President Obamas point person on health care isnt his point person on health care after all. These days, wherever youd expect to see Kathleen Sebelius the respected former Governor of Kansas and newly appointed Health and Human Services Secretary youll probably see the forty-year old Peter Orszag instead. If youre starting to wonder why the President doesnt sound like the Barack Obama you remember, its because hes starting to sound almost exactly like Mr. Orszag, the Presidents budget director.
Mr. Orszag is in many ways the father of the strange contradiction within the Presidents health agenda. President Obama wants to expand government health care and increase government health regulation. At the same time, the White House hopes to cut trillions in future government health costs or “bend the curve,” to use Mr. Orszags most quotable phrase. The President believes in this impossible agenda because he believes in Mr. Orszag, who spent two years as the highly regarded Director of the Congressional Budget Office.

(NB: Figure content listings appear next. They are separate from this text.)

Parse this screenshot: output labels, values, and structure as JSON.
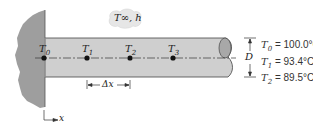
{
  "diagram": {
    "ambient_label": "T∞, h",
    "nodes": [
      {
        "label": "T",
        "sub": "0",
        "x": 44
      },
      {
        "label": "T",
        "sub": "1",
        "x": 87
      },
      {
        "label": "T",
        "sub": "2",
        "x": 130
      },
      {
        "label": "T",
        "sub": "3",
        "x": 173
      }
    ],
    "spacing_label": "Δx",
    "diameter_label": "D",
    "axis_label": "x",
    "given_values": [
      {
        "sym": "T",
        "sub": "0",
        "value": "= 100.0°C"
      },
      {
        "sym": "T",
        "sub": "1",
        "value": "= 93.4°C"
      },
      {
        "sym": "T",
        "sub": "2",
        "value": "= 89.5°C"
      }
    ],
    "colors": {
      "wall": "#9e9e9e",
      "rod": "#cfcfcf",
      "rod_end": "#a8a8a8",
      "cloud": "#e6e6e6",
      "line": "#333333"
    }
  }
}
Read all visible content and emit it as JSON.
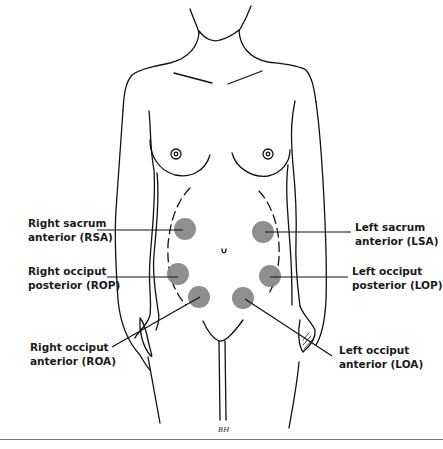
{
  "figure": {
    "colors": {
      "line": "#111111",
      "circle_fill": "#8a8a8a",
      "background": "#ffffff"
    },
    "artist_initials": "BH"
  },
  "positions": [
    {
      "id": "RSA",
      "line1": "Right sacrum",
      "line2": "anterior (RSA)",
      "side": "left",
      "cx": 185,
      "cy": 229
    },
    {
      "id": "ROP",
      "line1": "Right occiput",
      "line2": "posterior (ROP)",
      "side": "left",
      "cx": 178,
      "cy": 274
    },
    {
      "id": "ROA",
      "line1": "Right occiput",
      "line2": "anterior (ROA)",
      "side": "left",
      "cx": 199,
      "cy": 297
    },
    {
      "id": "LSA",
      "line1": "Left sacrum",
      "line2": "anterior (LSA)",
      "side": "right",
      "cx": 263,
      "cy": 232
    },
    {
      "id": "LOP",
      "line1": "Left occiput",
      "line2": "posterior (LOP)",
      "side": "right",
      "cx": 270,
      "cy": 276
    },
    {
      "id": "LOA",
      "line1": "Left occiput",
      "line2": "anterior (LOA)",
      "side": "right",
      "cx": 243,
      "cy": 298
    }
  ]
}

Mr. Orszag is a proponent of the “game changer” a big idea that will result in big savings. “Yes, we can” has become “yes, Washington can.” Take the latest government-centered policy solution touted by the White House. Its called “IMAC,” or the Independent Medicare Advisory Commission, which will have the authority to ration new drugs, tests, and technologies. IMAC will be a new Washington bureaucracy with an “independent” mandate, founded on the fiction that an expensive treatment must be by definition a waste of money.
The Democrats insist they dont want British health care. Weve seen this approach before as it turns out, in Britain, which has employed the IMAC philosophy for more than a decade. There, the Orwellian super-committee is called NICE, the National Institute for Health and Clinical Effectiveness. Courts and patient petitions have forced NICE to repeatedly reconsider its decisions to reject treatments. NICE spent two years restricting a drug to treat blindness arguing that patients could get by with only one good eye. NICE rejected cancer drugs even after certifying their effectiveness solely because they were too expensive.
While Democrats argue they dont want Canadian health care, Canadas counterpart to IMAC is the secretive Common Drug Review, or CDR. The CDR has rejected several orphan drugs without public debate, ignoring the fact that these drugs are often the best or even the only treatment for certain diseases.
While Mr. Orszag believes a health politburo can solve the cost-inflation problem, this strategy has failed elsewhere. Britains annual health inflation rate was 7% over general inflation for much of this decade. Despite drug price controls and the CDRs draconian decisions, Canadas health-care system faces cost inflation rates of 5 - 7%. The United States considers adopting a “game changer” that failed patients and taxpayers elsewhere.
Its not as though Mr. Orszag isnt smart or sincere. Hes brilliant and principled. But ideology is the driver here. The Administrations solution to the rising-cost problem: bring federal budget decisions and a doctors treatment recommendations as close together as is politically possible.
Indeed, Washington isnt simply their solution to the question of, say, reducing drug costs. Its their solution to everything: Private insurance premiums are too high, so the solution is public insurance; thanks to state-based insurance markets and regulations, local insurance markets arent competitive enough, so the preferred Orszag solution is a federally-managed insurance market to simulate what a market would do if it were actually allowed to exist.
The problem with that philosophy is best seen in a favorite talking point of Mr. Orszags coincidentally a favorite talking point of the Presidents. Both rightly point to the Cleveland Clinic and the Mayo Clinic as models of efficient, quality care. The President even visited Cleveland recently to emphasize that point. Left unsaid is the fact that innovative doctors in the American heartland founded and built both organizations from the ground up, not the top down. Neither Mayo nor the Cleveland Clinic came about as the result of a federal insurance company, a federal health exchange, or the work of a federal rationing committee, yet these are the policies that dominate the ObamaCare package.
Peter Orszag doesnt seem like the type who would enjoy standing in a hospital room to get between a doctor and a patient. But hes convinced the President to support health-care policies that will have exactly the same effect.